A story of Democrazia Proletaria, or, in case there is a need to explain, both the DP party and that strange experiment of the same name that, in one way or another, tried to bring together under one roof the good things that existed to the left of the PCI in the seventies and eighties. Maybe the timing was wrong, maybe the minds were always quick to divide into a thousand microcurrents, but who knows, today perhaps a party like this could aspire to much better results than the meager (and already victorious in themselves) 2% to which it was accustomed for twenty years.

Let's be clear, in Italy being leftist and not identifying with either the "bourgeois" PSI or the "workerist" PCI was heresy. Other secular leftist formations that still referred to socialist values counted for nothing, just good for propping up some staggering DC government when needed. Born at the end of the seventies, DP would have the merit of carrying forward a series of issues, in a purely opinion-party style, that perhaps are more relevant today than at the time, ahead of their time: civil rights, pacifism, environmentalism, and international issues. If the PCI, which nonetheless viewed any movement to its left with disdain, was too rigid, bigoted, and moralistic, and too caught up in historical or less historical compromises, that cumbersome universe full of symbols and sickles and hammers to its left wanted nothing to do with staying still. From the Sixties and the Student Movement would arise an infinity of often ephemeral experiences, yet always vital, constantly undecided between "movement" and "party", and you had to be really blind not to realize that something new was coming, that the "traditional parties" to a part of a generation were beginning to smell musty and there was a need for more pickets and leaflets and fewer dealings with Vatican emissaries.

To provide the complete list of all those groups would be a Herculean task, with formations often having a very short lifespan and often spent doing "left-wing criticism" of someone else, possibly within the party itself. One above all to be remembered is Il Manifesto, those ugly heretics who, in the full '68, dared to be with heart and mind closer to Beijing and the Little Red Book than to Moscow and some dusty five-year plan. Thrown out of the PCI on charges of factionalism and promptly disavowed by l'Unità, they would become protagonists of those years as well, thanks to a daily newspaper which, cash problems permitting, is still in print today. Despite its small and almost clandestine size, DP managed to be not only the small megaphone of great themes, but often speaking into the megaphone were also great personalities, such as Foa, Capanna, Russo Spena, without forgetting the much-discussed candidacy of Paolo Villaggio in the '87 elections. Looking at the party symbol, a classic sickle and hammer in the background and a clenched fist in the foreground, you wouldn't think so, but DP managed to be truly a cross-sectional force, able to garner sympathies both among the dissatisfied of the PCI and among the "dissenting Catholics", those progressive Catholics who wanted nothing to do with staying under the cross shield, between the rediscovery of the Gospel and Liberation Theology. It would be impossible not to remember a figure like Peppino Impastato and his commitment against the Mafia "mountain of shit".

The eighties deal the final blow, with elections not going as hoped and splits, with that demoproletarian environmentalist spirit later embodied by formations like the Greens. '91 is the death knell, at Botteghe Oscure they change their corporate identity, a group of "dissidents" doesn't agree and they all merge into that other adventure that would become Rifondazione Comunista, a whole other story. Perhaps in the "golden days" even its own militants did not realize it, but truly the story of DP and in general all of the super left of the time often takes on the traits of an epic tale, between clashes, disagreements, splits, a project as big as often unrealizable, eternally crushed between Washington and Moscow, between State and BR.

Matteo Pucciarelli manages to tell the story of Democrazia Proletaria well, without nostalgia or undue praise, with a dry style and drawing on a good amount of testimonies from those who lived those years firsthand. Certainly, a fascinating work and an opportunity not only to reflect on the role of the "radical left" in Italy today but also to remember how a whole series of issues and battles come from a long way back.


- _Work required_: In the material below, list every line carrying the string "label".

-------- Exercise input

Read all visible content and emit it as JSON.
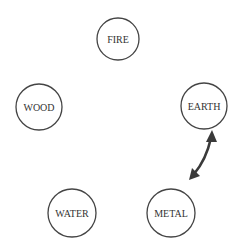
{
  "diagram": {
    "type": "five-elements-cycle",
    "nodes": [
      {
        "id": "fire",
        "label": "FIRE",
        "cx": 118,
        "cy": 39,
        "r": 21
      },
      {
        "id": "earth",
        "label": "EARTH",
        "cx": 204,
        "cy": 106,
        "r": 23
      },
      {
        "id": "metal",
        "label": "METAL",
        "cx": 171,
        "cy": 213,
        "r": 24
      },
      {
        "id": "water",
        "label": "WATER",
        "cx": 72,
        "cy": 213,
        "r": 24
      },
      {
        "id": "wood",
        "label": "WOOD",
        "cx": 39,
        "cy": 107,
        "r": 23
      }
    ],
    "edges": [
      {
        "from": "earth",
        "to": "metal",
        "bidirectional": true,
        "color": "#3a3a3a"
      }
    ]
  }
}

----------------

- _Reply to the exercise_:
        "label": "FIRE",
        "label": "EARTH",
        "label": "METAL",
        "label": "WATER",
        "label": "WOOD",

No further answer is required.